[SeqFan] Number of linear extensions of divisibility lattices and of other posets?

Mitch Harris Harris.Mitchell at mgh.harvard.edu
Fri Dec 16 17:39:18 CET 2005


From: Frank Ruskey
> Antti Karttunen wrote:
> > Has anybody computed (i.e. is it in the OEIS?) the number of 
> > linear extension for the divisor lattice of each natural number n? 

Has anybody computed them? Probably.
Is it in the OEIS? No.

> A few quick comments on the labelled version of your problem:

I think the labelled version is the more tractable one (and, really, the
symmetries of these lattices are simple enough that the unlabelled
version is a simple consequence)

> 
> For prime powers the answer will be 1.
> 
> For numbers of the form p^n*q^m with p and q prime
> the answer will be easily computable from the
> hook-length formula for standard Young Tableau.

for a factorization of exactly two prime powers (and hook length), see
A060854

> For the others I don't think there is any known
> formulae.  

That is my impression too, even for only 3 primes.
Of course computable for very small values (the numbers grow really
fast):
For a 2 by 2 by 2 lattice (the divisibility lattice for 30) there are 48
linear extensions.
For a 2 by 2 by 3 there are 2452 (by enumeration).

Note: the 2x2x2 value can be found by hand by simple counting.

> E.g., for the boolean lattice,
> which you get when all the primes in the factorization
> occur with exponent 1, there is no formula, just asymptotics.

That is my impression, too. There is a lattice path interpretation (with
suitable path restrictions, Stanley has a short section on this
correspondence). Even for 2x2xk lattices the function is (as far as I
know) unknown.


> To compute these for specific small values,
> you could use my program for generating linear extensions:
> http://www.cs.uvic.ca/~ruskey/Publications/ExtensionFast/Exten
> sionFast.html
> (note that a particular initial labelling of the poset is required).
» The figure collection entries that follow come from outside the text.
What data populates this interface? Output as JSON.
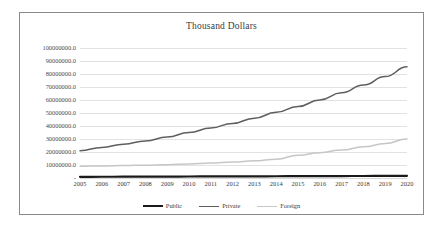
{
  "chart_data": {
    "type": "line",
    "title": "Thousand Dollars",
    "xlabel": "",
    "ylabel": "",
    "grid": true,
    "legend_position": "bottom",
    "ylim": [
      0,
      100000000
    ],
    "categories": [
      "2005",
      "2006",
      "2007",
      "2008",
      "2009",
      "2010",
      "2011",
      "2012",
      "2013",
      "2014",
      "2015",
      "2016",
      "2017",
      "2018",
      "2019",
      "2020"
    ],
    "ytick_labels": [
      "100000000.0",
      "90000000.0",
      "80000000.0",
      "70000000.0",
      "60000000.0",
      "50000000.0",
      "40000000.0",
      "30000000.0",
      "20000000.0",
      "10000000.0",
      "-"
    ],
    "ytick_values": [
      100000000,
      90000000,
      80000000,
      70000000,
      60000000,
      50000000,
      40000000,
      30000000,
      20000000,
      10000000,
      0
    ],
    "series": [
      {
        "name": "Public",
        "color": "#1a1a1a",
        "width": 2.2,
        "values": [
          900000,
          950000,
          1000000,
          1050000,
          1100000,
          1150000,
          1200000,
          1250000,
          1300000,
          1350000,
          1400000,
          1450000,
          1500000,
          1550000,
          1600000,
          1650000
        ]
      },
      {
        "name": "Private",
        "color": "#5f5f5f",
        "width": 1.5,
        "values": [
          21000000,
          23500000,
          26000000,
          28500000,
          31500000,
          35000000,
          38500000,
          42000000,
          46000000,
          50500000,
          55000000,
          60000000,
          65500000,
          71500000,
          78000000,
          85500000
        ]
      },
      {
        "name": "Foreign",
        "color": "#c6c6c6",
        "width": 1.5,
        "values": [
          9000000,
          9300000,
          9600000,
          9900000,
          10200000,
          10800000,
          11500000,
          12300000,
          13200000,
          14500000,
          17500000,
          19500000,
          21500000,
          24000000,
          26500000,
          30000000
        ]
      }
    ]
  }
}
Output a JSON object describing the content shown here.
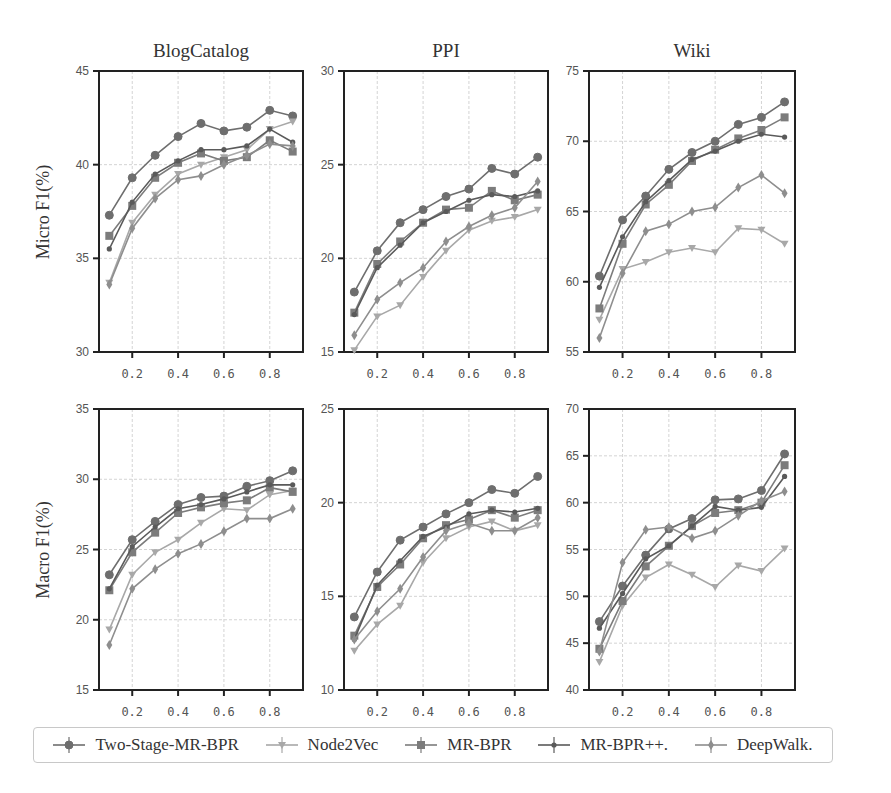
{
  "figure": {
    "row_labels": [
      "Micro F1(%)",
      "Macro F1(%)"
    ],
    "column_titles": [
      "BlogCatalog",
      "PPI",
      "Wiki"
    ]
  },
  "legend": {
    "items": [
      {
        "label": "Two-Stage-MR-BPR",
        "marker": "circle",
        "color": "#6e6e6e"
      },
      {
        "label": "Node2Vec",
        "marker": "triangle-down",
        "color": "#a8a8a8"
      },
      {
        "label": "MR-BPR",
        "marker": "square",
        "color": "#7c7c7c"
      },
      {
        "label": "MR-BPR++.",
        "marker": "dot",
        "color": "#5a5a5a"
      },
      {
        "label": "DeepWalk.",
        "marker": "diamond",
        "color": "#8e8e8e"
      }
    ]
  },
  "chart_data": [
    {
      "type": "line",
      "title": "BlogCatalog",
      "ylabel": "Micro F1(%)",
      "xlabel": "",
      "x": [
        0.1,
        0.2,
        0.3,
        0.4,
        0.5,
        0.6,
        0.7,
        0.8,
        0.9
      ],
      "xticks": [
        "0.2",
        "0.4",
        "0.6",
        "0.8"
      ],
      "ylim": [
        30,
        45
      ],
      "yticks": [
        30,
        35,
        40,
        45
      ],
      "grid": true,
      "series": [
        {
          "name": "Two-Stage-MR-BPR",
          "values": [
            37.3,
            39.3,
            40.5,
            41.5,
            42.2,
            41.8,
            42.0,
            42.9,
            42.6
          ]
        },
        {
          "name": "Node2Vec",
          "values": [
            33.7,
            36.9,
            38.4,
            39.5,
            40.0,
            40.4,
            40.8,
            41.9,
            42.3
          ]
        },
        {
          "name": "MR-BPR",
          "values": [
            36.2,
            37.8,
            39.3,
            40.1,
            40.6,
            40.2,
            40.4,
            41.3,
            40.7
          ]
        },
        {
          "name": "MR-BPR++.",
          "values": [
            35.5,
            38.0,
            39.5,
            40.2,
            40.8,
            40.8,
            41.0,
            41.9,
            41.2
          ]
        },
        {
          "name": "DeepWalk.",
          "values": [
            33.6,
            36.6,
            38.2,
            39.2,
            39.4,
            40.0,
            40.5,
            41.1,
            41.0
          ]
        }
      ]
    },
    {
      "type": "line",
      "title": "PPI",
      "ylabel": "",
      "xlabel": "",
      "x": [
        0.1,
        0.2,
        0.3,
        0.4,
        0.5,
        0.6,
        0.7,
        0.8,
        0.9
      ],
      "xticks": [
        "0.2",
        "0.4",
        "0.6",
        "0.8"
      ],
      "ylim": [
        15,
        30
      ],
      "yticks": [
        15,
        20,
        25,
        30
      ],
      "grid": true,
      "series": [
        {
          "name": "Two-Stage-MR-BPR",
          "values": [
            18.2,
            20.4,
            21.9,
            22.6,
            23.3,
            23.7,
            24.8,
            24.5,
            25.4
          ]
        },
        {
          "name": "Node2Vec",
          "values": [
            15.1,
            16.9,
            17.5,
            19.0,
            20.4,
            21.5,
            22.0,
            22.2,
            22.6
          ]
        },
        {
          "name": "MR-BPR",
          "values": [
            17.1,
            19.7,
            20.9,
            21.9,
            22.6,
            22.7,
            23.6,
            23.1,
            23.4
          ]
        },
        {
          "name": "MR-BPR++.",
          "values": [
            17.0,
            19.5,
            20.7,
            21.9,
            22.5,
            23.1,
            23.4,
            23.3,
            23.6
          ]
        },
        {
          "name": "DeepWalk.",
          "values": [
            15.9,
            17.8,
            18.7,
            19.5,
            20.9,
            21.7,
            22.3,
            22.7,
            24.1
          ]
        }
      ]
    },
    {
      "type": "line",
      "title": "Wiki",
      "ylabel": "",
      "xlabel": "",
      "x": [
        0.1,
        0.2,
        0.3,
        0.4,
        0.5,
        0.6,
        0.7,
        0.8,
        0.9
      ],
      "xticks": [
        "0.2",
        "0.4",
        "0.6",
        "0.8"
      ],
      "ylim": [
        55,
        75
      ],
      "yticks": [
        55,
        60,
        65,
        70,
        75
      ],
      "grid": true,
      "series": [
        {
          "name": "Two-Stage-MR-BPR",
          "values": [
            60.4,
            64.4,
            66.1,
            68.0,
            69.2,
            70.0,
            71.2,
            71.7,
            72.8
          ]
        },
        {
          "name": "Node2Vec",
          "values": [
            57.3,
            60.9,
            61.4,
            62.1,
            62.4,
            62.1,
            63.8,
            63.7,
            62.7
          ]
        },
        {
          "name": "MR-BPR",
          "values": [
            58.1,
            62.7,
            65.5,
            66.9,
            68.6,
            69.4,
            70.2,
            70.8,
            71.7
          ]
        },
        {
          "name": "MR-BPR++.",
          "values": [
            59.6,
            63.2,
            65.7,
            67.2,
            68.7,
            69.3,
            70.0,
            70.5,
            70.3
          ]
        },
        {
          "name": "DeepWalk.",
          "values": [
            56.0,
            60.6,
            63.6,
            64.1,
            65.0,
            65.3,
            66.7,
            67.6,
            66.3
          ]
        }
      ]
    },
    {
      "type": "line",
      "title": "BlogCatalog",
      "ylabel": "Macro F1(%)",
      "xlabel": "",
      "x": [
        0.1,
        0.2,
        0.3,
        0.4,
        0.5,
        0.6,
        0.7,
        0.8,
        0.9
      ],
      "xticks": [
        "0.2",
        "0.4",
        "0.6",
        "0.8"
      ],
      "ylim": [
        15,
        35
      ],
      "yticks": [
        15,
        20,
        25,
        30,
        35
      ],
      "grid": true,
      "series": [
        {
          "name": "Two-Stage-MR-BPR",
          "values": [
            23.2,
            25.7,
            27.0,
            28.2,
            28.7,
            28.8,
            29.5,
            29.9,
            30.6
          ]
        },
        {
          "name": "Node2Vec",
          "values": [
            19.3,
            23.2,
            24.8,
            25.7,
            26.9,
            27.9,
            27.8,
            28.9,
            29.2
          ]
        },
        {
          "name": "MR-BPR",
          "values": [
            22.1,
            24.8,
            26.2,
            27.6,
            28.0,
            28.3,
            28.5,
            29.4,
            29.1
          ]
        },
        {
          "name": "MR-BPR++.",
          "values": [
            22.2,
            25.2,
            26.6,
            27.9,
            28.2,
            28.6,
            29.1,
            29.6,
            29.6
          ]
        },
        {
          "name": "DeepWalk.",
          "values": [
            18.2,
            22.2,
            23.6,
            24.7,
            25.4,
            26.3,
            27.2,
            27.2,
            27.9
          ]
        }
      ]
    },
    {
      "type": "line",
      "title": "PPI",
      "ylabel": "",
      "xlabel": "",
      "x": [
        0.1,
        0.2,
        0.3,
        0.4,
        0.5,
        0.6,
        0.7,
        0.8,
        0.9
      ],
      "xticks": [
        "0.2",
        "0.4",
        "0.6",
        "0.8"
      ],
      "ylim": [
        10,
        25
      ],
      "yticks": [
        10,
        15,
        20,
        25
      ],
      "grid": true,
      "series": [
        {
          "name": "Two-Stage-MR-BPR",
          "values": [
            13.9,
            16.3,
            18.0,
            18.7,
            19.4,
            20.0,
            20.7,
            20.5,
            21.4
          ]
        },
        {
          "name": "Node2Vec",
          "values": [
            12.1,
            13.5,
            14.5,
            16.8,
            18.1,
            18.7,
            19.0,
            18.5,
            18.8
          ]
        },
        {
          "name": "MR-BPR",
          "values": [
            12.9,
            15.5,
            16.7,
            18.1,
            18.8,
            19.1,
            19.6,
            19.2,
            19.6
          ]
        },
        {
          "name": "MR-BPR++.",
          "values": [
            12.7,
            15.6,
            16.9,
            18.2,
            18.7,
            19.4,
            19.6,
            19.5,
            19.7
          ]
        },
        {
          "name": "DeepWalk.",
          "values": [
            12.7,
            14.2,
            15.4,
            17.1,
            18.5,
            18.9,
            18.5,
            18.5,
            19.2
          ]
        }
      ]
    },
    {
      "type": "line",
      "title": "Wiki",
      "ylabel": "",
      "xlabel": "",
      "x": [
        0.1,
        0.2,
        0.3,
        0.4,
        0.5,
        0.6,
        0.7,
        0.8,
        0.9
      ],
      "xticks": [
        "0.2",
        "0.4",
        "0.6",
        "0.8"
      ],
      "ylim": [
        40,
        70
      ],
      "yticks": [
        40,
        45,
        50,
        55,
        60,
        65,
        70
      ],
      "grid": true,
      "series": [
        {
          "name": "Two-Stage-MR-BPR",
          "values": [
            47.3,
            51.1,
            54.4,
            57.2,
            58.3,
            60.3,
            60.4,
            61.3,
            65.2
          ]
        },
        {
          "name": "Node2Vec",
          "values": [
            43.0,
            49.0,
            52.0,
            53.4,
            52.3,
            51.0,
            53.3,
            52.7,
            55.1
          ]
        },
        {
          "name": "MR-BPR",
          "values": [
            44.4,
            49.5,
            53.2,
            55.4,
            57.5,
            58.9,
            59.2,
            60.0,
            64.0
          ]
        },
        {
          "name": "MR-BPR++.",
          "values": [
            46.6,
            50.3,
            54.0,
            55.4,
            57.5,
            59.6,
            59.2,
            59.5,
            62.8
          ]
        },
        {
          "name": "DeepWalk.",
          "values": [
            44.1,
            53.6,
            57.1,
            57.4,
            56.2,
            57.0,
            58.6,
            60.2,
            61.2
          ]
        }
      ]
    }
  ]
}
This will work very small values and # of dimensions. It is very fast 
growing.

The interesting ones 100 and below are
   le(12) = le(18) = 5
   le(24) = le(54) = 14
   le(48) =          42
   le(96) =          132   (Catalan #'s)

   30 = 2*3*5       le = 48
   36 = 2^2*3^2     le = 42
   42 = 2*3*7       le = 48
   60 = 2^2*3*5     le = 2452
   70 = 2*5*7       le = 48
   72 = 2^3*3^2     le = 462
   90 = 2*3^2*5     le = 2452
   100= 2^2*5^2     le = 42

So the sequence starts:

1 1 1 1 1 2 1 1 1 2 1 5 1 2 2 1 1 5 1 5 2 2 1 14 1 2 1 5 1 48 1 1 2 2 2
42 ...

> > I'm also interested about the number of linear extension of other
> > simple graphs that can be used as posets, e.g. the "full binary  trees"
>
> Regarding your last question, there is a "hook-length"
> formula for trees (with a much easier proof).
> You divide by the product of the subtree sizes, rather
> than the product of the hook-lengths.

for any rooted tree, a recursive function will work: if you have linear
extensions for the subtrees (each of size n_k), the linear extensions
can be interleaved in all possible ways: (n_1+n_2+...+n_k choose n_1 n_2
... n_k)*le(t_1)le(t_2)*...*le(t_k).